Indeed, it looked as though they were close upon the edge of serious trouble. That aroused old wizard of the Zunis was bearing down upon the little camp among the rocks like a pirate craft under a full spread of canvas. While his “get-up” was of such a character that he always impressed Billie as a “holy terror,” according to the boy’s way of expressing it, still right then and there he had such a black and forbidding look on his face that he seemed doubly ferocious.
No wonder the old wizard was furious, when his most highly prized possession, the Sacred Belt, said to have come down direct to him from the Great Manitou of the Zunis, and looked upon with
the highest veneration and awe by every member of the tribe, had mysteriously disappeared.
He knew full well that no Zuni, young or old, could be induced to take one step inside the magic confines of the stone house which he used as his quarters; for they believed that instant death would follow such a daring move.
Hence, it was quite patent that only a reckless paleface, who had no such dread of the necromancer’s power, must have entered, to carry away the precious possession.
And if, as seemed probable, he had learned that one of the white boys had been seen prowling around in the vicinity of his den, and acting in a suspicious manner, what more likely than that he would turn out to be the guilty party?
The group, native and white combined, bore down rapidly on the little camp. Adrian braced himself to handle the situation properly. He did not wish to do the slightest thing to incur the enmity of the Zuni people, for the boys were really their guests. At the same time he did not mean to be driven to the wall, and not put out a hand to defend himself and chum.
It was naturally toward the make-believe showman and his ally that the anger of the Broncho Rider Boy was turned. Only for this desire on the part of Braddon to have them chased out of the Zuni country, so that he could work his evil scheme,
and profit thereby, at the expense of the poor natives, there would have been no trouble whatever.
And so Adrian set his teeth together, inwardly resolving that if circumstances did compel him to make use of the weapon he was gripping in his steady hands, it would be turned upon the showman the first thing.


TASK GOAL: Lines holding the word "countries" are the ones to copy from the data below.

--- START ---

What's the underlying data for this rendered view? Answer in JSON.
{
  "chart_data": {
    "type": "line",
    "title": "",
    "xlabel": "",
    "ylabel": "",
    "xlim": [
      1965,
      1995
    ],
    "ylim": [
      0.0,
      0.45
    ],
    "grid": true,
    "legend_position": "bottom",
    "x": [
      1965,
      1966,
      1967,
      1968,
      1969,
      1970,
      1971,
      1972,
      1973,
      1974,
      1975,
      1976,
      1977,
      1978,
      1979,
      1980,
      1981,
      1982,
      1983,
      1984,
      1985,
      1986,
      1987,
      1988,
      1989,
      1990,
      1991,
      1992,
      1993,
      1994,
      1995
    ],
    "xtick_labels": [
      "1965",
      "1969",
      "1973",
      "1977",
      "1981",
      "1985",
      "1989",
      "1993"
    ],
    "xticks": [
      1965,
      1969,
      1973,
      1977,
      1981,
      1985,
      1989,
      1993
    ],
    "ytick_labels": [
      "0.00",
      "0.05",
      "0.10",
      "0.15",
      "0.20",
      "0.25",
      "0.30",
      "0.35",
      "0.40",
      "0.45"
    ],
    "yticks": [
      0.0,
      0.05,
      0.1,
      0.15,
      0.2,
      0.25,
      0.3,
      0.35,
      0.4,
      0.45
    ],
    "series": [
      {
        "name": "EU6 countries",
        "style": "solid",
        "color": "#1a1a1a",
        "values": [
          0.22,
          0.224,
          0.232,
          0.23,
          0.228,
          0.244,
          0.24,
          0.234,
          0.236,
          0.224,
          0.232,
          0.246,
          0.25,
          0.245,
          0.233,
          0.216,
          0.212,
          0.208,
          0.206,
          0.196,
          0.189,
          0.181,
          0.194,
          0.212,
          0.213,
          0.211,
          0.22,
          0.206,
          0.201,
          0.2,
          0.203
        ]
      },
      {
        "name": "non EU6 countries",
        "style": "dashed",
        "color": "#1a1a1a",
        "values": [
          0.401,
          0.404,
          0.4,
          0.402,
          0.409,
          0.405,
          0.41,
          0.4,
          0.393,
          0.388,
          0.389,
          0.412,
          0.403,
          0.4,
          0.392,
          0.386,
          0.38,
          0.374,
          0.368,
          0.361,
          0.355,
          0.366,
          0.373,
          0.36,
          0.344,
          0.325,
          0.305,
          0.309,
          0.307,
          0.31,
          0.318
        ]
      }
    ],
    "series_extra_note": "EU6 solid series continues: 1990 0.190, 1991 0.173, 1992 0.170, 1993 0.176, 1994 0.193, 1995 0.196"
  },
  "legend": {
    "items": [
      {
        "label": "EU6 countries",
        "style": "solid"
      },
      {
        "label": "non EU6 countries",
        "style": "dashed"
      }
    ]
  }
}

--- END ---
--- START ---

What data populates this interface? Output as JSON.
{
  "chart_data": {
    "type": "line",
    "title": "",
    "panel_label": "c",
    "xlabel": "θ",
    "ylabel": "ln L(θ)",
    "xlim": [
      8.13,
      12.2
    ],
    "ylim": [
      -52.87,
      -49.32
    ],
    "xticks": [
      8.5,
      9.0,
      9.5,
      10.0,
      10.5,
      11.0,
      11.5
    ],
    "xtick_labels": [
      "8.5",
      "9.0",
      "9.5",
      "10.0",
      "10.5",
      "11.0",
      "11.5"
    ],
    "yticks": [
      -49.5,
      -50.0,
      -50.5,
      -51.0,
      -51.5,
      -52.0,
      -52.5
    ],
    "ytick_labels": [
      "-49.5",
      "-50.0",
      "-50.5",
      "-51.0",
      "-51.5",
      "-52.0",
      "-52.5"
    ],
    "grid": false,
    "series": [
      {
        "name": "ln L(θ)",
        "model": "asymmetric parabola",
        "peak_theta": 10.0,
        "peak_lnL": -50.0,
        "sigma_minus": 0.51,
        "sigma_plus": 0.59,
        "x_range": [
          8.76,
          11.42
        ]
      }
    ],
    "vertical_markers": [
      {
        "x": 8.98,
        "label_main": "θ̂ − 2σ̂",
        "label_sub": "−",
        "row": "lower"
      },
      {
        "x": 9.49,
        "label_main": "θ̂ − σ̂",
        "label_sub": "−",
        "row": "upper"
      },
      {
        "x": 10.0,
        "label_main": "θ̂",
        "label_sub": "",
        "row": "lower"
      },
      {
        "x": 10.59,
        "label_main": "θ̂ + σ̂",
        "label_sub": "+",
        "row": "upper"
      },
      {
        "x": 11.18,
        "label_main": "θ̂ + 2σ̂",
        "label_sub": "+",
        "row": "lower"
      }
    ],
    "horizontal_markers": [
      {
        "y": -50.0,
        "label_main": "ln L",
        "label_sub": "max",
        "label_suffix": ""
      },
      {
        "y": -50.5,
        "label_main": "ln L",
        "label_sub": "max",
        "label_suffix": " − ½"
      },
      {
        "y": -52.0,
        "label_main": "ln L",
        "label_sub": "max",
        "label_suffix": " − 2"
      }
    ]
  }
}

--- END ---

YOUR RESPONSE:
        "name": "EU6 countries",
        "name": "non EU6 countries",
        "label": "EU6 countries",
        "label": "non EU6 countries",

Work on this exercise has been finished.